Focus - The Path to Digital Inclusion in Africa, based on an inclusive innovation framework and case studies, explores the mechanisms for technology to empower Africa's independent development.

Detail

Published

23/12/2025

Key Chapter Title List

  1. Introduction
  2. Inclusive Innovation
  3. Leveraging AI to Address Knowledge Asymmetry
  4. AI as Public Infrastructure
  5. AI and New Dimensions of Employment
  6. Building Interconnected Solutions
  7. Case Studies
  8. Challenges to Systemic Digital Inclusion in Africa
  9. Action Initiative: The "Act Now, Follow Up" Plan
  10. Conclusion

Document Introduction

The global digital gender gap is projected to cause a loss of over $500 billion in GDP for 32 low- and middle-income countries in the next five years, while Africa still faces systemic gaps in achieving technology-driven development. This report explores a core question: how can artificial intelligence and digital technologies provide tangible pathways to empower Africans and help Africa realize its people-centered development vision.
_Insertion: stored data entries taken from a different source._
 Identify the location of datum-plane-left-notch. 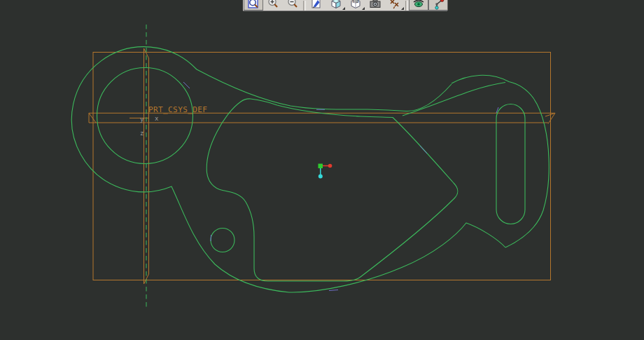
(92, 118).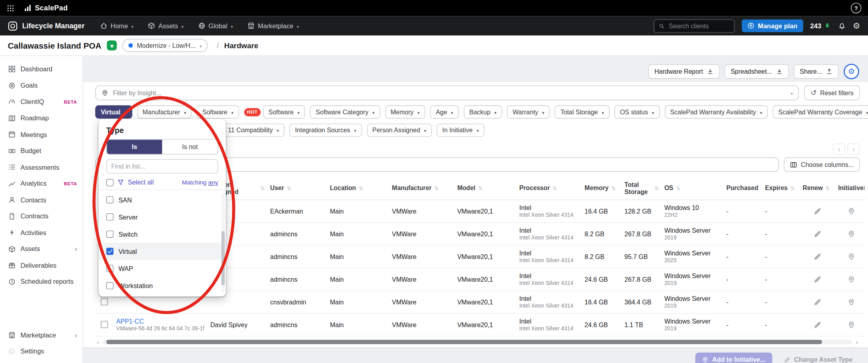  I want to click on sidebar-item-deliverables: Deliverables, so click(41, 265).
Grounded in Sen's Capability Approach and incorporating the core idea of interconnectedness between the individual and society from the "Ubuntu" value system, the report introduces an inclusive innovation ladder model (covering six levels of inclusion: intent, consumption, impact, process, structure, and post-structure) to analyze the positioning and potential for advancement of Africa's AI development within this framework.
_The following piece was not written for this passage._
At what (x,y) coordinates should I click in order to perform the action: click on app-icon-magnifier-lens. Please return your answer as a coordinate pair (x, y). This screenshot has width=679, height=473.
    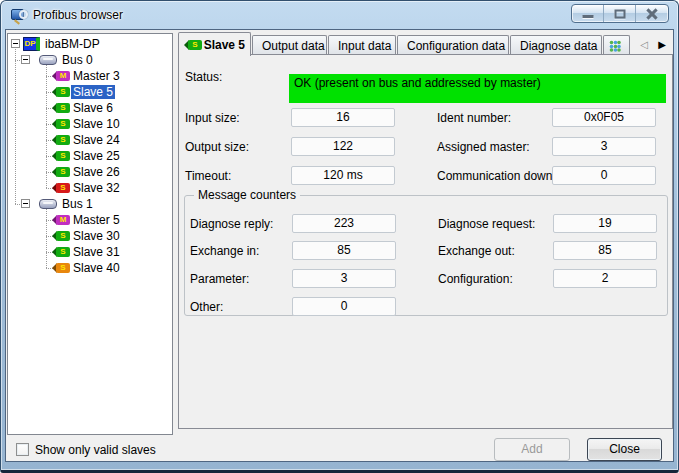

The research indicates that while Africa's mobile penetration rate exceeds 70% and mobile internet penetration has reached 32%, the tangible impact of technology on development outcomes has yet to manifest at scale. AI can address knowledge access asymmetry through virtual knowledge workers, low-resource language processing, and data co-creation, while simultaneously creating new employment opportunities for African youth, such as earning income through local language data collection.

The report showcases indigenous African technological innovation practices through case studies like Kenya's agricultural data-sharing platform and Lelapa AI's multilingual large language model, InkubaLM. It also analyzes the challenges currently facing AI development in Africa, including high infrastructure costs, talent shortages, an underdeveloped ecosystem, and the risk of digital colonialism.

Based on case analysis and problem diagnosis, the report proposes a two-phase action initiative: "Act Now (2024-2027)" and "Follow Up (2028-2033)". This initiative spans three dimensions—ecosystem building, institutional and governance reform, and social empowerment—providing policy references for Africa to build a people-centered, community-oriented technological development system.

The report emphasizes that Africa's developmental strength lies in its human relationships and collective values. As a tool, AI must be embedded within the African local context. Through inclusive and collaborative innovation, Africa can achieve autonomous agency in technological development, avoid new forms of hegemony and colonialism, and highlight its unique contribution to global development.